Baby Chicks Pass Bouba-Kiki Test, Rewrite Language Theory
Newborn chickens match sounds to shapes just like humans do, suggesting the famous "bouba-kiki" effect isn't unique to language after all. The discovery pushes back our understanding of this ability by 300 million years.
Scientists just discovered that baby chickens have something surprising in common with humans: they think "bouba" sounds round and "kiki" sounds spiky.
For over a century, researchers believed this quirky ability to link sounds with shapes might explain how humans first created language. The theory suggested our ancestors built words on these natural connections between sound and meaning, making communication possible.
But the new study, published in Science, throws that idea into question. If chickens share this skill, it can't be uniquely human after all.
Researchers at the University of Padua tested newly hatched chicks within their first hours of life. They placed the birds in front of two panels: one with rounded, flowery curves and another with sharp, spiky edges. Then they played recordings of humans saying "bouba" or "kiki."
The results were stunning. When chicks heard "bouba," 80 percent approached the round shape first and spent over three minutes exploring it. They spent less than one minute with the spiky shape. When they heard "kiki," their preferences completely flipped.
Because the tests happened so quickly after hatching, the chicks couldn't have learned these associations from experience. The ability appears to be hardwired into their brains.

"We parted with birds on the evolutionary line 300 million years ago," says linguist Aleksandra Ćwiek, who wasn't involved in the study. "It's just mind-blowing."
Previous research showed the bouba-kiki effect works across all human cultures and writing systems worldwide. Human babies show the same preferences before they learn to speak. When scientists tested great apes in 2019 and 2022, the primates failed the test, which seemed to confirm it was uniquely human.
Why This Inspires
This discovery opens exciting new doors in understanding how brains work. Rather than being a clue about language evolution, the bouba-kiki effect reveals something deeper about how minds connect different senses together.
The findings also solve a puzzle. Scientists can now rule out the theory that these associations come from mouth shapes when speaking, since chickens don't have lips. Instead, the effect likely stems from how objects actually behave in nature: round objects make continuous, low-frequency sounds when they roll or fall, while spiky objects create sharper noises.
This built-in understanding helps newborn animals quickly make sense of their world, possibly to find food or avoid danger. It's a survival skill that evolved hundreds of millions of years ago.
"Even if language is unique to humans," says researcher Maria Loconsole, "that doesn't mean that it comes from an ability that is unique to humans."
The same basic tools our brains use to connect sight and sound gave chickens survival skills and eventually helped humans build something extraordinary: the gift of language.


-- TASK DETAILS --
The entries follow. Copy every line in which "sequential" appears.

-- RECORDED DATA --
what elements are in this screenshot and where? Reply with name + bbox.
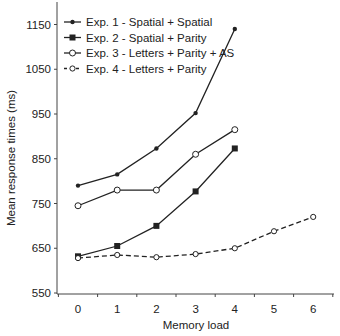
- point-marker: [232, 246, 237, 251]
- x-axis-ticks: 0123456: [58, 294, 332, 315]
- point-marker: [70, 50, 76, 56]
- y-tick-label: 550: [32, 287, 51, 299]
- y-tick-label: 950: [32, 108, 51, 120]
- x-tick-label: 5: [271, 303, 277, 315]
- point-marker: [153, 187, 159, 193]
- x-tick-label: 4: [232, 303, 239, 315]
- x-tick-label: 6: [310, 303, 316, 315]
- point-marker: [193, 188, 199, 194]
- point-marker: [233, 27, 237, 31]
- series-4: [75, 214, 315, 260]
- point-marker: [193, 151, 199, 157]
- y-axis-label: Mean response times (ms): [5, 90, 17, 226]
- line-chart: 55065075085095010501150 0123456 Mean res…: [0, 0, 340, 336]
- point-marker: [232, 145, 238, 151]
- point-marker: [153, 223, 159, 229]
- series-line: [78, 130, 235, 206]
- legend-item-4: Exp. 4 - Letters + Parity: [64, 63, 207, 75]
- y-tick-label: 850: [32, 153, 51, 165]
- point-marker: [193, 251, 198, 256]
- point-marker: [311, 214, 316, 219]
- legend-label: Exp. 2 - Spatial + Parity: [86, 32, 207, 44]
- point-marker: [75, 203, 81, 209]
- legend-label: Exp. 4 - Letters + Parity: [86, 63, 207, 75]
- axes: [57, 2, 334, 294]
- point-marker: [70, 20, 74, 24]
- point-marker: [232, 127, 238, 133]
- x-tick-label: 1: [114, 303, 120, 315]
- y-tick-label: 1050: [25, 63, 51, 75]
- y-tick-label: 1150: [26, 19, 51, 31]
- point-marker: [115, 252, 120, 257]
- legend-item-3: Exp. 3 - Letters + Parity + AS: [64, 47, 235, 59]
- x-tick-label: 0: [75, 303, 81, 315]
- point-marker: [115, 172, 119, 176]
- legend-label: Exp. 3 - Letters + Parity + AS: [86, 47, 235, 59]
- legend-item-2: Exp. 2 - Spatial + Parity: [64, 32, 207, 44]
- x-axis-label: Memory load: [163, 319, 229, 331]
- point-marker: [154, 146, 158, 150]
- series-2: [75, 145, 238, 259]
- y-axis-ticks: 55065075085095010501150: [25, 19, 57, 300]
- legend-label: Exp. 1 - Spatial + Spatial: [86, 16, 212, 28]
- series-line: [78, 148, 235, 256]
- legend: Exp. 1 - Spatial + SpatialExp. 2 - Spati…: [64, 16, 235, 75]
- point-marker: [271, 229, 276, 234]
- point-marker: [76, 183, 80, 187]
- point-marker: [154, 255, 159, 260]
- point-marker: [70, 35, 76, 41]
- point-marker: [114, 243, 120, 249]
- series-3: [75, 127, 238, 209]
- legend-item-1: Exp. 1 - Spatial + Spatial: [64, 16, 212, 28]
- x-tick-label: 2: [153, 303, 159, 315]
- point-marker: [75, 255, 80, 260]
- point-marker: [70, 66, 75, 71]
- point-marker: [193, 111, 197, 115]
- x-tick-label: 3: [192, 303, 198, 315]
- y-tick-label: 650: [32, 242, 51, 254]
- y-tick-label: 750: [32, 198, 51, 210]
- point-marker: [114, 187, 120, 193]
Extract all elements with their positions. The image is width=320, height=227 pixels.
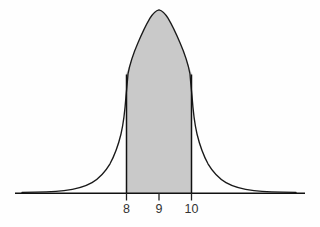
tick-label-9: 9 [156,202,163,216]
tick-label-8: 8 [123,202,130,216]
figure-container: 8 9 10 [0,0,320,227]
shaded-area-region [126,10,192,193]
tick-label-10: 10 [185,202,199,216]
normal-curve-chart: 8 9 10 [0,0,320,227]
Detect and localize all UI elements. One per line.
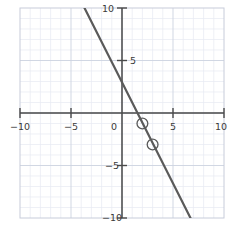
x-tick-label-5: 5 — [170, 121, 176, 132]
origin-label: 0 — [111, 121, 117, 132]
y-tick-label-neg5: −5 — [105, 160, 119, 171]
x-tick-label-neg10: −10 — [10, 121, 30, 132]
graph-canvas: −10 −5 5 10 0 10 5 −5 −10 — [0, 0, 236, 229]
y-tick-label-10: 10 — [102, 3, 114, 14]
y-tick-label-neg10: −10 — [102, 212, 122, 223]
x-tick-label-10: 10 — [215, 121, 227, 132]
y-tick-label-5: 5 — [130, 55, 136, 66]
coordinate-graph: −10 −5 5 10 0 10 5 −5 −10 — [0, 0, 236, 229]
x-tick-label-neg5: −5 — [64, 121, 78, 132]
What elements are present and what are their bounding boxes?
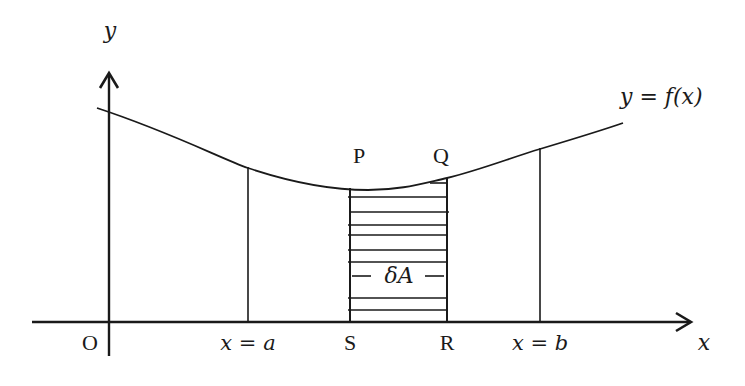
point-p-label: P [353, 143, 365, 168]
curve: y = f(x) [97, 84, 703, 190]
curve-label: y = f(x) [619, 84, 703, 109]
boundary-b: x = b [512, 148, 568, 355]
strip-area-label: δA [384, 263, 413, 288]
x-axis: x O [32, 313, 711, 355]
boundary-a-label: x = a [220, 331, 275, 355]
boundary-b-label: x = b [512, 331, 568, 355]
point-s-label: S [344, 330, 356, 355]
origin-label: O [82, 330, 98, 355]
point-r-label: R [440, 330, 455, 355]
boundary-a: x = a [220, 167, 275, 355]
point-q-label: Q [433, 143, 449, 168]
strip: δA P Q S R [344, 143, 455, 355]
strip-hatching [348, 183, 449, 310]
area-under-curve-diagram: y x O y = f(x) x = a x = b [0, 0, 745, 386]
y-axis-label: y [103, 18, 117, 43]
x-axis-label: x [698, 330, 711, 355]
y-axis: y [100, 18, 118, 356]
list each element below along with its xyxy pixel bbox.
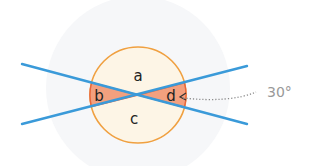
label-c: c — [130, 110, 138, 128]
label-b: b — [94, 87, 104, 105]
label-a: a — [133, 67, 142, 85]
label-d: d — [166, 87, 176, 105]
angle-diagram: abcd30° — [0, 0, 310, 166]
diagram-canvas: abcd30° — [0, 0, 310, 166]
angle-annotation: 30° — [267, 84, 292, 100]
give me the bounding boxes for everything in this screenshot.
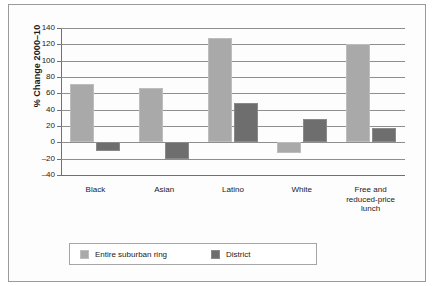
x-category-label: Black	[61, 185, 130, 195]
bar-latino-entire-suburban-ring	[208, 38, 232, 143]
y-tick-mark	[57, 142, 61, 143]
y-tick-mark	[57, 61, 61, 62]
y-tick-label: –40	[29, 171, 55, 179]
gridline	[61, 159, 405, 160]
legend-label: Entire suburban ring	[95, 250, 167, 259]
y-tick-label: 80	[29, 73, 55, 81]
y-axis-title: % Change 2000–10	[32, 0, 42, 141]
bar-white-district	[303, 119, 327, 142]
y-tick-label: –20	[29, 155, 55, 163]
bar-black-entire-suburban-ring	[70, 84, 94, 143]
chart-legend: Entire suburban ringDistrict	[69, 243, 317, 265]
y-tick-mark	[57, 93, 61, 94]
y-axis-line	[61, 28, 62, 175]
plot-area: –40–20020406080100120140	[61, 28, 405, 175]
y-tick-mark	[57, 159, 61, 160]
bar-free-and-district	[372, 128, 396, 142]
legend-swatch-icon	[211, 250, 220, 259]
y-tick-label: 40	[29, 106, 55, 114]
y-tick-label: 20	[29, 122, 55, 130]
gridline	[61, 28, 405, 29]
legend-label: District	[226, 250, 250, 259]
legend-entry: District	[211, 250, 250, 259]
y-tick-label: 60	[29, 89, 55, 97]
gridline	[61, 175, 405, 176]
y-tick-mark	[57, 44, 61, 45]
x-category-label: White	[267, 185, 336, 195]
y-tick-mark	[57, 77, 61, 78]
y-tick-label: 0	[29, 138, 55, 146]
y-tick-label: 100	[29, 57, 55, 65]
bar-asian-entire-suburban-ring	[139, 88, 163, 142]
y-tick-mark	[57, 126, 61, 127]
legend-entry: Entire suburban ring	[80, 250, 167, 259]
bar-free-and-entire-suburban-ring	[346, 44, 370, 142]
legend-swatch-icon	[80, 250, 89, 259]
bar-white-entire-suburban-ring	[277, 142, 301, 153]
bar-latino-district	[234, 103, 258, 142]
x-category-label: Latino	[199, 185, 268, 195]
bar-asian-district	[165, 142, 189, 158]
y-tick-label: 140	[29, 24, 55, 32]
y-tick-mark	[57, 28, 61, 29]
y-tick-mark	[57, 175, 61, 176]
figure-frame: % Change 2000–10 –40–2002040608010012014…	[8, 4, 426, 282]
x-category-label: Free andreduced-pricelunch	[336, 185, 405, 214]
y-tick-label: 120	[29, 40, 55, 48]
bar-black-district	[96, 142, 120, 151]
x-category-label: Asian	[130, 185, 199, 195]
y-tick-mark	[57, 110, 61, 111]
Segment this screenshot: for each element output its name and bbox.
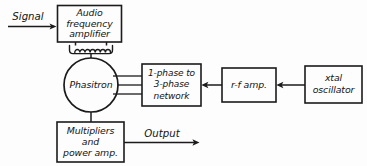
- block-label-line: Phasitron: [69, 79, 112, 90]
- block-label-line: frequency: [66, 18, 113, 29]
- block-label-line: network: [154, 91, 191, 101]
- block-label-line: 3-phase: [154, 79, 190, 89]
- output-label: Output: [144, 128, 180, 139]
- coil-icon: [70, 42, 113, 58]
- block-xtal-oscillator: xtal oscillator: [305, 66, 362, 103]
- rf-amp-to-network-connector: [201, 82, 222, 88]
- block-label-line: amplifier: [69, 28, 111, 39]
- block-audio-frequency-amplifier: Audio frequency amplifier: [58, 6, 122, 43]
- block-label-line: and: [82, 136, 99, 147]
- block-one-phase-to-three-phase-network: 1-phase to 3-phase network: [142, 64, 201, 106]
- signal-label: Signal: [12, 11, 43, 22]
- block-label-line: Audio: [75, 7, 103, 18]
- block-label-line: oscillator: [313, 84, 356, 95]
- block-label-line: Multipliers: [67, 125, 115, 136]
- block-phasitron: Phasitron: [64, 58, 118, 112]
- signal-input-connector: [8, 23, 57, 29]
- block-rf-amplifier: r-f amp.: [222, 68, 276, 102]
- block-diagram: Audio frequency amplifier Phasitron 1-ph…: [0, 0, 367, 166]
- block-label-line: power amp.: [62, 147, 118, 158]
- xtal-to-rf-amp-connector: [276, 82, 305, 88]
- block-label-line: 1-phase to: [148, 68, 196, 78]
- block-label-line: xtal: [324, 72, 343, 83]
- block-label-line: r-f amp.: [231, 79, 267, 90]
- output-connector: [124, 139, 200, 145]
- block-multipliers-and-power-amplifier: Multipliers and power amp.: [57, 122, 124, 162]
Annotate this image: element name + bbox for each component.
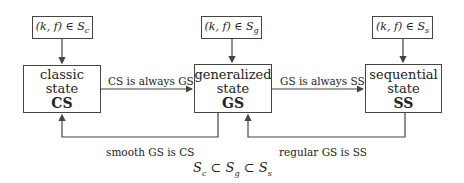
edge-label-gs-to-ss: GS is always SS — [280, 75, 365, 87]
state-abbr: GS — [222, 96, 244, 110]
state-abbr: CS — [51, 96, 72, 110]
state-line1: sequential — [369, 68, 437, 82]
state-box-generalized: generalized state GS — [194, 64, 272, 113]
state-line2: state — [217, 82, 250, 96]
condition-box-classic: (k, f) ∈ Sc — [32, 16, 93, 39]
subset-formula: Sc ⊂ Sg ⊂ Ss — [193, 160, 272, 178]
state-line2: state — [46, 82, 79, 96]
state-box-sequential: sequential state SS — [365, 64, 442, 113]
condition-text: (k, f) ∈ Sg — [204, 20, 258, 35]
condition-box-sequential: (k, f) ∈ Ss — [372, 16, 433, 39]
state-line1: classic — [40, 68, 84, 82]
condition-box-generalized: (k, f) ∈ Sg — [201, 16, 262, 39]
edge-label-cs-to-gs: CS is always GS — [108, 75, 194, 87]
state-line1: generalized — [194, 68, 271, 82]
edge-label-gs-to-cs: smooth GS is CS — [106, 146, 195, 158]
condition-text: (k, f) ∈ Ss — [376, 20, 429, 35]
state-line2: state — [387, 82, 420, 96]
state-box-classic: classic state CS — [23, 65, 101, 113]
condition-text: (k, f) ∈ Sc — [36, 20, 89, 35]
state-abbr: SS — [394, 96, 414, 110]
edge-label-ss-to-gs: regular GS is SS — [279, 146, 367, 158]
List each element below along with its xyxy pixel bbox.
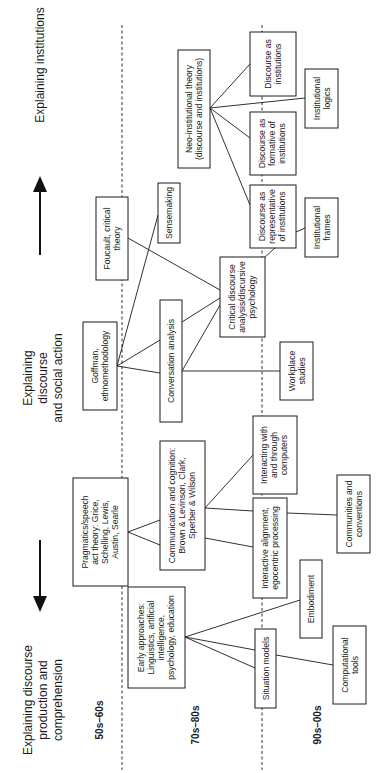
label-pragmatics: Pragmatics/speech act theory: Grice, Sch… (80, 495, 120, 568)
svg-text:Schelling, Lewis,: Schelling, Lewis, (100, 500, 110, 564)
era-label-50s-60s: 50s–60s (94, 700, 105, 739)
svg-text:representative: representative (267, 189, 277, 244)
svg-text:Austin, Searle: Austin, Searle (110, 505, 120, 559)
label-embodiment: Embodiment (306, 574, 316, 623)
svg-text:Early approaches:: Early approaches: (136, 603, 146, 672)
svg-text:institutions: institutions (277, 123, 287, 164)
label-discourse-representative: Discourse as representative of instituti… (257, 189, 287, 244)
svg-text:psychology, education: psychology, education (166, 595, 176, 680)
svg-text:Explaining discourse: Explaining discourse (21, 645, 35, 755)
svg-text:Sensemaking: Sensemaking (164, 187, 174, 239)
label-situation-models: Situation models (261, 637, 271, 701)
svg-text:studies: studies (297, 357, 307, 384)
svg-text:discourse: discourse (36, 352, 50, 404)
svg-text:Embodiment: Embodiment (306, 574, 316, 623)
svg-text:Institutional: Institutional (312, 206, 322, 250)
era-label-70s-80s: 70s–80s (190, 705, 201, 744)
svg-text:Institutional: Institutional (312, 77, 322, 121)
label-discourse-formative: Discourse as formative of institutions (257, 119, 287, 169)
svg-text:theory: theory (112, 226, 122, 251)
svg-text:production and: production and (36, 660, 50, 739)
svg-text:and social action: and social action (51, 333, 65, 422)
svg-text:logics: logics (322, 88, 332, 110)
arrow-left-icon (33, 540, 47, 612)
svg-text:tools: tools (350, 656, 360, 674)
svg-text:and through: and through (269, 432, 279, 478)
label-sensemaking: Sensemaking (164, 187, 174, 239)
discourse-theory-diagram: Explaining discourse production and comp… (0, 0, 383, 773)
label-interactive-alignment: Interactive alignment, egocentric proces… (260, 506, 280, 590)
svg-text:analysis/discursive: analysis/discursive (237, 261, 247, 333)
svg-text:Conversation analysis: Conversation analysis (166, 319, 176, 403)
svg-text:Computational: Computational (340, 637, 350, 693)
label-neo-institutional: Neo-institutional theory (discourse and … (184, 58, 204, 160)
svg-text:egocentric processing: egocentric processing (270, 506, 280, 590)
svg-text:50s–60s: 50s–60s (94, 700, 105, 739)
svg-text:Brown & Levinson, Clark,: Brown & Levinson, Clark, (177, 457, 187, 553)
svg-text:Neo-institutional theory: Neo-institutional theory (184, 64, 194, 153)
svg-text:Foucault, critical: Foucault, critical (102, 207, 112, 269)
svg-text:Discourse as: Discourse as (257, 192, 267, 242)
svg-text:Interacting with: Interacting with (259, 426, 269, 484)
svg-text:formative of: formative of (267, 120, 277, 166)
svg-text:Communication and cognition:: Communication and cognition: (167, 448, 177, 564)
svg-text:Workplace: Workplace (287, 351, 297, 392)
svg-text:frames: frames (322, 214, 332, 240)
label-conversation-analysis: Conversation analysis (166, 319, 176, 403)
svg-text:Situation models: Situation models (261, 637, 271, 701)
svg-text:computers: computers (279, 435, 289, 475)
header-social-action: Explaining discourse and social action (21, 333, 65, 422)
svg-text:Discourse as: Discourse as (263, 39, 273, 89)
header-institutions: Explaining institutions (33, 7, 47, 122)
svg-text:70s–80s: 70s–80s (190, 705, 201, 744)
svg-text:ethnomethodology: ethnomethodology (100, 330, 110, 401)
arrow-right-icon (33, 176, 47, 255)
svg-text:intelligence,: intelligence, (156, 615, 166, 660)
label-discourse-as-institutions: Discourse as institutions (263, 39, 283, 89)
svg-text:(discourse and institutions): (discourse and institutions) (194, 58, 204, 160)
svg-text:Linguistics, artificial: Linguistics, artificial (146, 600, 156, 674)
svg-text:institutions: institutions (273, 44, 283, 85)
svg-text:Communities and: Communities and (344, 480, 354, 547)
svg-text:Interactive alignment,: Interactive alignment, (260, 507, 270, 589)
svg-text:of institutions: of institutions (277, 191, 287, 241)
svg-text:Pragmatics/speech: Pragmatics/speech (80, 495, 90, 568)
svg-text:psychology: psychology (247, 275, 257, 319)
svg-text:Discourse as: Discourse as (257, 119, 267, 169)
era-label-90s-00s: 90s–00s (312, 705, 323, 744)
svg-text:conventions: conventions (354, 491, 364, 537)
svg-text:act theory: Grice,: act theory: Grice, (90, 499, 100, 564)
svg-text:Explaining institutions: Explaining institutions (33, 7, 47, 122)
svg-text:Explaining: Explaining (21, 350, 35, 405)
svg-text:90s–00s: 90s–00s (312, 705, 323, 744)
svg-text:comprehension: comprehension (51, 659, 65, 741)
svg-text:Goffman,: Goffman, (90, 348, 100, 383)
header-production: Explaining discourse production and comp… (21, 645, 65, 755)
svg-text:Sperber & Wilson: Sperber & Wilson (187, 472, 197, 539)
svg-text:Critical discourse: Critical discourse (227, 264, 237, 330)
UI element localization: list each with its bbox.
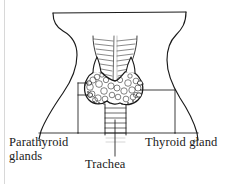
- label-parathyroid-glands: Parathyroidglands: [9, 136, 68, 163]
- label-parathyroid-line2: glands: [9, 149, 42, 163]
- thyroid-gland: [84, 57, 144, 105]
- label-trachea: Trachea: [85, 158, 126, 172]
- neck-outline: [39, 12, 198, 142]
- label-parathyroid-line1: Parathyroid: [9, 135, 68, 149]
- label-thyroid-gland: Thyroid gland: [145, 136, 217, 150]
- thyroid-leader: [143, 90, 198, 133]
- anatomy-figure: Parathyroidglands Thyroid gland Trachea: [0, 0, 232, 184]
- trachea: [105, 104, 126, 142]
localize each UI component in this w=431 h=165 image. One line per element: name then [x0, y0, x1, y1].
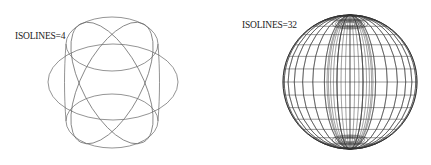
- wireframes: [0, 0, 431, 165]
- sphere-isolines-32: [283, 15, 417, 149]
- sphere-isolines-4: [48, 10, 178, 156]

-- EXERCISE OUTPUT --
state-line1: sequential — [369, 68, 437, 82]
state-box-sequential: sequential state SS — [365, 64, 442, 113]
condition-box-sequential: (k, f) ∈ Ss — [372, 16, 433, 39]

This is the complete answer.